Not a Number (NaN) -- represented using an "all ones" exponent and a non-zero mantissa.
Denormalized numbers -- numbers smaller than the smallest normal number. Represented using a zero exponent field and a non-zero mantissa. The special thing with these numbers is that the precision (i.e. the number of digits a value can contain) will drop the smaller the value becomes, simply because there is not room for them in the mantissa.
Finally, the following is a handful of concrete examples (all values are in hex):
1.0 : 3f800000
-1234.0 : c49a4000
100000000000000000000000.0: 65a96816
In layman's terms, it's essentially scientific notation in binary. The formal standard (with details) is IEEE 754.
typedef struct {
unsigned int mantissa_low:32;
unsigned int mantissa_high:20;
unsigned int exponent:11;
unsigned int sign:1;
} tDoubleStruct;
double a = 1.2;
tDoubleStruct* b = reinterpret_cast<tDoubleStruct*>(&a);
Is an example how memory is set up if compiler uses IEEE 754 double precision which is the default for a C double on little endian systems (e.g. Intel x86).
Here it is in C based binary form and better read
wikipedia about double precision to understand it.
There are a number of different floating-point formats. Most of them share a few common characteristics: a sign bit, some bits dedicated to storing an exponent, and some bits dedicated to storing the significand (also called the mantissa).
The IEEE floating-point standard attempts to define a single format (or rather set of formats of a few sizes) that can be implemented on a variety of systems. It also defines the available operations and their semantics. It's caught on quite well, and most systems you're likely to encounter probably use IEEE floating-point. But other formats are still in use, as well as not-quite-complete IEEE implementations. The C standard provides optional support for IEEE, but doesn't mandate it.
The mantissa represents the most significant bits of the number.
The exponent represents how many shifts are to be performed on the mantissa in order to get the actual value of the number.
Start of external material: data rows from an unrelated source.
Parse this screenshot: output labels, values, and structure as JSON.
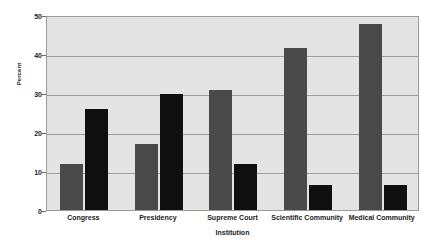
{
  "chart_data": {
    "type": "bar",
    "title": "",
    "subtitle": "",
    "xlabel": "Institution",
    "ylabel": "Percent",
    "categories": [
      "Congress",
      "Presidency",
      "Supreme Court",
      "Scientific Community",
      "Medical Community"
    ],
    "series": [
      {
        "name": "series-1",
        "color": "#4a4a4a",
        "values": [
          11.8,
          17.0,
          30.9,
          41.6,
          47.6
        ]
      },
      {
        "name": "series-2",
        "color": "#100f0f",
        "values": [
          25.9,
          29.8,
          11.7,
          6.4,
          6.4
        ]
      }
    ],
    "ylim": [
      0,
      50
    ],
    "yticks": [
      0,
      10,
      20,
      30,
      40,
      50
    ],
    "ytick_labels": [
      "0",
      "10",
      "20",
      "30",
      "40",
      "50"
    ],
    "grid": true,
    "grid_axis": "y",
    "legend": false,
    "legend_position": "none",
    "plot_background": "#e4e4e4",
    "figure_background": "#ffffff",
    "grid_color": "#9d9d9d",
    "axis_color": "#6a6a6a",
    "text_color": "#1b1b1b",
    "annotations": []
  }
}
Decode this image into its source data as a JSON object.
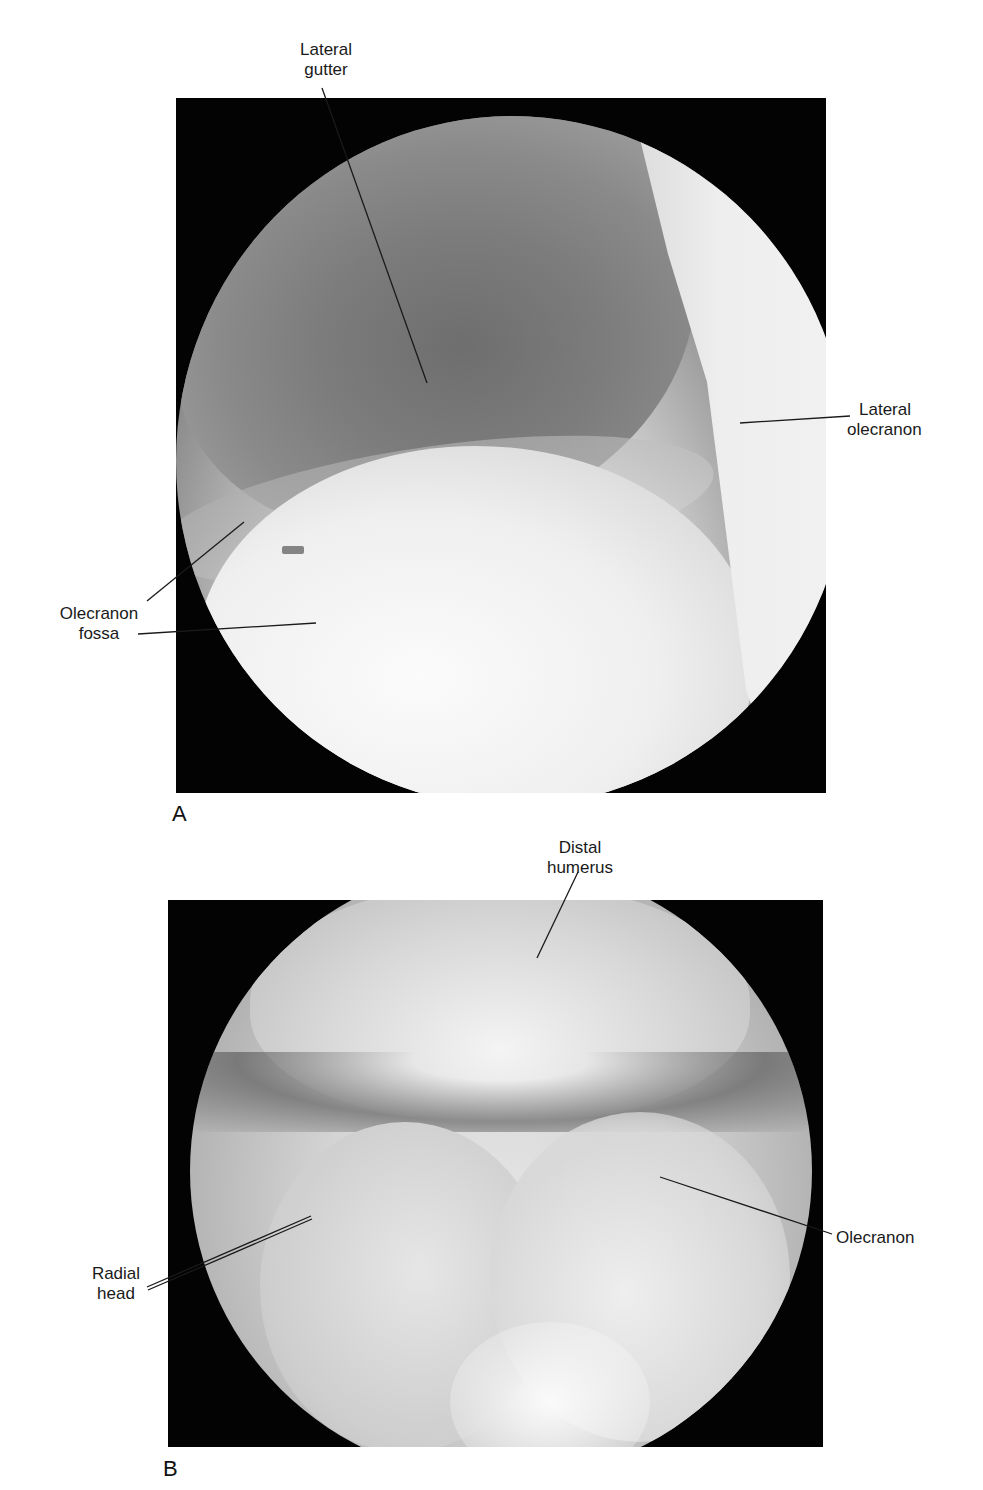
{
  "figure": {
    "panels": [
      {
        "letter": "A",
        "description": "Arthroscopic view (posterior elbow)",
        "labels": [
          {
            "line1": "Lateral",
            "line2": "gutter"
          },
          {
            "line1": "Lateral",
            "line2": "olecranon"
          },
          {
            "line1": "Olecranon",
            "line2": "fossa"
          }
        ]
      },
      {
        "letter": "B",
        "description": "Arthroscopic view (elbow joint)",
        "labels": [
          {
            "line1": "Distal",
            "line2": "humerus"
          },
          {
            "line1": "Olecranon",
            "line2": ""
          },
          {
            "line1": "Radial",
            "line2": "head"
          }
        ]
      }
    ]
  }
}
Encoding specifies how are represented sign of mantissa and sign of exponent (basically whether shifting to the left or to the right).
The document you refer to specifies IEEE encoding, the most widely used.
I have found the article you referenced quite illegible (and I DO know a little how IEEE floats work). I suggest you try with the Wiki version of the explanation. It's quite clear and has various examples:
http://en.wikipedia.org/wiki/Single_precision and http://en.wikipedia.org/wiki/Double_precision
It is implementation defined, although IEEE-754 is the most common by far.
To be sure that IEEE-754 is used:
in C, use #ifdef __STDC_IEC_559__
in C++, use the std::numeric_limits<float>::is_iec559 constants
I've written some guides on IEEE-754 at:
In Java, what does NaN mean?
What is a subnormal floating point number?